Law and Politics
163 aphorisms · 7 comments
Aphorisms in This Category
61–80 (163)
tiny.ag/fjegbeuo · submitted 1997
I think it would be a good idea.
Mahatma Gandhi, (when asked what he thought of Western civilization), in Law and Politics
tiny.ag/gam5ctee · submitted 1997
If it weren't for lawyers, we wouldn't need them.
tiny.ag/mcsdq3k5 · submitted 1997
A learned County Court judge in a book of memoirs recently said that the overwhelming amount of his time on the bench was taken up "with people who are persuaded by persons whom they do not know to enter into contracts that they do not understand to purchase goods that they do not want with money that they have not got."
tiny.ag/ocm1aexh · submitted 1997
Corruption is no stranger to Washington; it is a famous resident.
Walter Goodman, All Honorable Men, 1963, in Law and Politics
tiny.ag/lqgxtc5y · submitted 1997
The only tyrant I accept in this world is the still voice within.
tiny.ag/cuh1ej24 · submitted 1997
He who does not prefer exile to slavery is not free by any measure of freedom, truth and duty.
tiny.ag/x8mhqa3j · submitted 1997
How can you expect to govern a country that has two hundred and forty-six kinds of cheese?
tiny.ag/7graufwl · submitted 1997
Whatever you do will be insignificant, but it is very important that you do it.
tiny.ag/4liye13x · submitted 1997
A verbal contract isn't worth the paper it's written on.
tiny.ag/7pr2vmql · submitted 1998 by Edward Wayne Blakeman
Nowadays it's not as important for voters to know what a politician has done as what he or she hasn't done.
tiny.ag/ihluxzog · submitted 1997
Quigley's Law: Whoever has any authority over you, no matter how small, will attempt to use it.
tiny.ag/ywjorl1b · submitted 1997
When the government fears the people, we have liberty.

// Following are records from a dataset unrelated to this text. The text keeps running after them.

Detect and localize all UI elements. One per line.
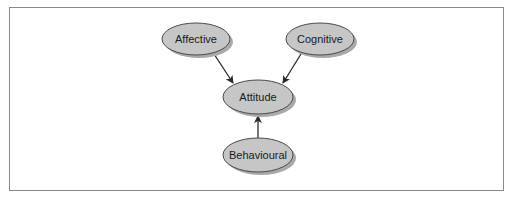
edge-cognitive-to-attitude: [283, 54, 301, 83]
node-label-behavioural: Behavioural: [229, 149, 287, 161]
node-behavioural[interactable]: Behavioural: [223, 138, 296, 175]
node-label-attitude: Attitude: [239, 91, 276, 103]
edge-affective-to-attitude: [214, 54, 233, 83]
node-label-cognitive: Cognitive: [297, 33, 343, 45]
node-attitude[interactable]: Attitude: [223, 80, 296, 117]
attitude-components-diagram: Affective Cognitive Attitude Behavioural: [0, 0, 513, 199]
node-affective[interactable]: Affective: [162, 23, 233, 58]
node-cognitive[interactable]: Cognitive: [286, 23, 357, 58]
node-label-affective: Affective: [175, 33, 217, 45]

When the people fear the government, we have tyranny.
tiny.ag/k5imoxc2 · submitted 1997
Mollison's Bureaucracy Hypothesis: If an idea can survive a bureaucratic review and be implemented it wasn't worth doing.
tiny.ag/h54z3wxd · submitted 1997
Voters are people who have the God-given right to decide who will waste their money for them.
Unknown, (from Politicians and Other Scoundrels by Ferdinand Lundberg), in Law and Politics
tiny.ag/6e8jdhxa · submitted 1997
To succeed in politics, it is often necessary to rise above your principles.
tiny.ag/bhsju9kv · submitted 1997
Politics is the art of looking for trouble, finding it everywhere, diagnosing it incorrectly, and applying the wrong remedies.
Unknown, (from Politicians and Other Scoundrels by Ferdinand Lundberg), in Law and Politics
tiny.ag/bmuf1k6g · submitted 1997
People do not resist change -- they resist being changed.
tiny.ag/rp6yelnf · submitted 1997
Politics is a rotten egg; if broken, it stinks.
Unknown, (Russian proverb), in Law and Politics
tiny.ag/eqxg4ask · submitted 1997
The bureaucracy is expanding to meet the needs of an expanding bureaucracy.
tiny.ag/avjgt67o · submitted 1997
Politics makes strange bedfellows stranger.
Unknown, (from Politicians and Other Scoundrels by Ferdinand Lundberg), in Law and Politics
61–80 (163)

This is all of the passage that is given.